According to an analysis by the Vera Institute of Justice, a national research and activism lab that advocated for the mass release of Wayne County jail detainees at the height of the pandemic, more than half of all Wayne County jail bookings in 2018 and 2019 were for lower-level criminal and civil offenses. Charges related to petty offenses like suspended licenses, registrations, or failing to have car insurance were the most common charges for people locked inside the jail during that time. More than half of the people incarcerated inside the county’s jails were detained pre-trial, meaning they were unable to afford bail and subsequently left incarcerated without ever being convicted of a crime.

Rocheteau says these statistics underscore the hasty decision by the county to build the new justice complex when jail populations could be lowered by investing in social services and toxic remediation for communities living amongst industrial waste, rather than in a new jail. Several studies show that communities with better-maintained environments and public health investments are less likely to have high incarceration rates. Detroit currently spends 10 times more on police than it does on health care and public health programs. In 2019, Wayne County allocated just $10 million out of its $1.5 billion budget for youth services, community development, and environmental programs combined, compared to $311 million it spent on courts, jails, and the county sheriff.

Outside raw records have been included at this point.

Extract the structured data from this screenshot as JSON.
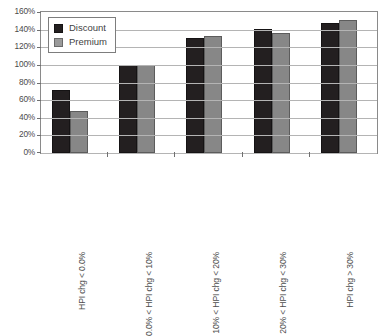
{
  "chart_data": {
    "type": "bar",
    "title": "",
    "xlabel": "",
    "ylabel": "",
    "ylim": [
      0,
      160
    ],
    "ytick_labels": [
      "160%",
      "140%",
      "120%",
      "100%",
      "80%",
      "60%",
      "40%",
      "20%",
      "0%"
    ],
    "ytick_values": [
      160,
      140,
      120,
      100,
      80,
      60,
      40,
      20,
      0
    ],
    "grid": true,
    "legend_position": "top-left",
    "categories": [
      "HPI chg < 0.0%",
      "0.0% < HPI chg < 10%",
      "10% < HPI chg < 20%",
      "20% < HPI chg < 30%",
      "HPI chg > 30%"
    ],
    "series": [
      {
        "name": "Discount",
        "color": "#231f20",
        "values": [
          71,
          100,
          130,
          141,
          147
        ]
      },
      {
        "name": "Premium",
        "color": "#878787",
        "values": [
          48,
          100,
          133,
          136,
          151
        ]
      }
    ]
  },
  "legend": {
    "items": [
      {
        "label": "Discount"
      },
      {
        "label": "Premium"
      }
    ]
  }
}
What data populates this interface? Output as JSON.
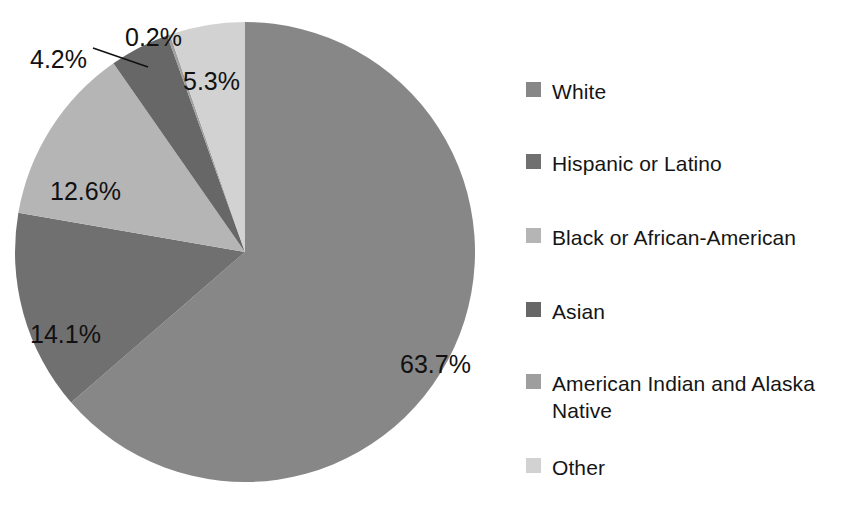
{
  "chart_data": {
    "type": "pie",
    "title": "",
    "subtitle": "",
    "xlabel": "",
    "ylabel": "",
    "legend_position": "right",
    "grid": false,
    "start_angle_deg": 0,
    "direction": "clockwise",
    "categories": [
      "White",
      "Hispanic or Latino",
      "Black or African-American",
      "Asian",
      "American Indian and Alaska Native",
      "Other"
    ],
    "values": [
      63.7,
      14.1,
      12.6,
      4.2,
      0.2,
      5.3
    ],
    "value_labels": [
      "63.7%",
      "14.1%",
      "12.6%",
      "4.2%",
      "0.2%",
      "5.3%"
    ],
    "colors": [
      "#878787",
      "#707070",
      "#b5b5b5",
      "#676767",
      "#9e9e9e",
      "#d2d2d2"
    ],
    "units": "percent"
  },
  "pie": {
    "center_x": 245,
    "center_y": 252,
    "radius": 230,
    "slices": [
      {
        "name": "White",
        "label": "63.7%",
        "value": 63.7,
        "color": "#878787",
        "label_x": 400,
        "label_y": 355,
        "leader": false
      },
      {
        "name": "Hispanic or Latino",
        "label": "14.1%",
        "value": 14.1,
        "color": "#707070",
        "label_x": 30,
        "label_y": 325,
        "leader": false
      },
      {
        "name": "Black or African-American",
        "label": "12.6%",
        "value": 12.6,
        "color": "#b5b5b5",
        "label_x": 50,
        "label_y": 182,
        "leader": false
      },
      {
        "name": "Asian",
        "label": "4.2%",
        "value": 4.2,
        "color": "#676767",
        "label_x": 30,
        "label_y": 50,
        "leader": true
      },
      {
        "name": "American Indian and Alaska Native",
        "label": "0.2%",
        "value": 0.2,
        "color": "#9e9e9e",
        "label_x": 125,
        "label_y": 28,
        "leader": false
      },
      {
        "name": "Other",
        "label": "5.3%",
        "value": 5.3,
        "color": "#d2d2d2",
        "label_x": 183,
        "label_y": 72,
        "leader": false
      }
    ]
  },
  "legend": {
    "items": [
      {
        "label": "White",
        "color": "#878787",
        "top": 16
      },
      {
        "label": "Hispanic or Latino",
        "color": "#707070",
        "top": 88
      },
      {
        "label": "Black or African-American",
        "color": "#b5b5b5",
        "top": 162
      },
      {
        "label": "Asian",
        "color": "#676767",
        "top": 236
      },
      {
        "label": "American Indian and Alaska\nNative",
        "color": "#9e9e9e",
        "top": 308
      },
      {
        "label": "Other",
        "color": "#d2d2d2",
        "top": 392
      }
    ]
  }
}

“There is the ability to drastically reduce the population of people in the Wayne County jail system while maintaining public safety and investing in the key concerns that would make our communities safe from all forms of harm, environmental harm included,” Rocheteau said.

***

Since 2018, the No New Jails Detroit coalition — of which both the Detroit Justice Center and Ra’s organization, the Freedom Team, are members — has led a divestment campaign in attempts to block the construction of the Wayne County Criminal Justice Center. Instead of spending money on the new justice complex, the group has instead outlined investments that would be possible using the same money allocated for the jail: 30 new restorative justice centers, renovating and modernizing all Detroit public schools, or housing every homeless person in Detroit. But at this point, with the new justice center nearing completion, it’s about continuing the “generational fight,” according to Ra.

“This is going to be the work of our children’s children. We’re planting the seeds to show that our communities deserve better, that majority-Black Detroit deserves better.” Fighting the construction of the jail, although unsuccessful in one sense, was a victory for the organizers of Detroit, Ra says. Community leaders are beginning to connect all aspects of public health and the environment at the center of struggles for justice — and will continue to do so.

“Detroit will be one of those cities that will lead our fight for freedom and survival — connecting the environmental justice movement, decarceration, defunding the police, clean water, and better food for everyone,” she said. “Our perspective from fighting for freedom with the jail will forever be applied to all of the ways that we envision ourselves and what it means to be healthy and free.”